Web Inventor Tim Berners-Lee Asks: ‘Who Does AI Work For?’
At the South by Southwest (SXSW) conference in Austin, Texas, the inventor of the World Wide Web, Tim Berners-Lee, raised a crucial question about the future of artificial intelligence: “The question is, who does it work for?”
Berners-Lee, speaking on a panel about robotics, highlighted the potential conflicts of interest inherent in AI development. He emphasized that while AI systems can be reliable and accurate, their creation by large corporations raises the question of whose interests they ultimately serve.

Berners-Lee drew a parallel with professions like medicine and law. He noted that doctors and lawyers, though often employed by organizations, have a primary duty to their patients and clients, respectively. AI, however, presents a different scenario. He questioned whether an AI assistant helping with vacation planning or product ordering is truly working in the user’s best interest or is, instead, nudging them toward choices that benefit the manufacturer.
“I want AIs to work for me to make the choices that I want to make,” Berners-Lee stated. “I don’t want an AI that’s trying to sell me something.”
He challenged robotics experts on the panel to consider these potential conflicts, urging them to “Always ask an AI, ‘who do you work for?’ Whose better interests are you pursuing in your interests and your decisions?”
Lessons from the Early Web
Berners-Lee contrasted the current environment surrounding AI with the early days of the World Wide Web in the 1990s. Back then, companies like Microsoft and Netscape collaborated with researchers and activists to form the World Wide Web Consortium (W3C), which established the infrastructure for the open internet.
“All these companies were building the Web together, and we made it together,” he said. This collaborative approach, he argued, is missing in today’s generative AI landscape.
Berners-Lee observed that companies are currently in competition, striving for “superintelligence,” without a comparable standards-setting organization like the W3C. He suggested AI developers create a similar group or a structure like CERN, the intergovernmental nuclear research laboratory in Europe.
“We have it for nuclear physics,” Berners-Lee said. “We don’t have it for AI.”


* [What you are asked to do]: Below are some records; copy them word for word and drop the pictures.
--------------------------------------------------
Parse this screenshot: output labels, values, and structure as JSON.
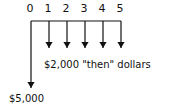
{
  "diagram": {
    "type": "cash-flow-timeline",
    "periods": [
      "0",
      "1",
      "2",
      "3",
      "4",
      "5"
    ],
    "flows": [
      {
        "period": "0",
        "direction": "down",
        "label": "$5,000"
      },
      {
        "period": "1",
        "direction": "down",
        "amount": "$2,000"
      },
      {
        "period": "2",
        "direction": "down",
        "amount": "$2,000"
      },
      {
        "period": "3",
        "direction": "down",
        "amount": "$2,000"
      },
      {
        "period": "4",
        "direction": "down",
        "amount": "$2,000"
      },
      {
        "period": "5",
        "direction": "down",
        "amount": "$2,000"
      }
    ],
    "periodic_label": "$2,000  \"then\" dollars",
    "initial_label": "$5,000",
    "line_color": "#111111"
  }
}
--------------------------------------------------
* [Response]:
Parse this screenshot: output labels, values, and structure as JSON.
{
  "diagram": {
    "type": "cash-flow-timeline",
    "periods": [
      "0",
      "1",
      "2",
      "3",
      "4",
      "5"
    ],
    "flows": [
      {
        "period": "0",
        "direction": "down",
        "label": "$5,000"
      },
      {
        "period": "1",
        "direction": "down",
        "amount": "$2,000"
      },
      {
        "period": "2",
        "direction": "down",
        "amount": "$2,000"
      },
      {
        "period": "3",
        "direction": "down",
        "amount": "$2,000"
      },
      {
        "period": "4",
        "direction": "down",
        "amount": "$2,000"
      },
      {
        "period": "5",
        "direction": "down",
        "amount": "$2,000"
      }
    ],
    "periodic_label": "$2,000  \"then\" dollars",
    "initial_label": "$5,000",
    "line_color": "#111111"
  }
}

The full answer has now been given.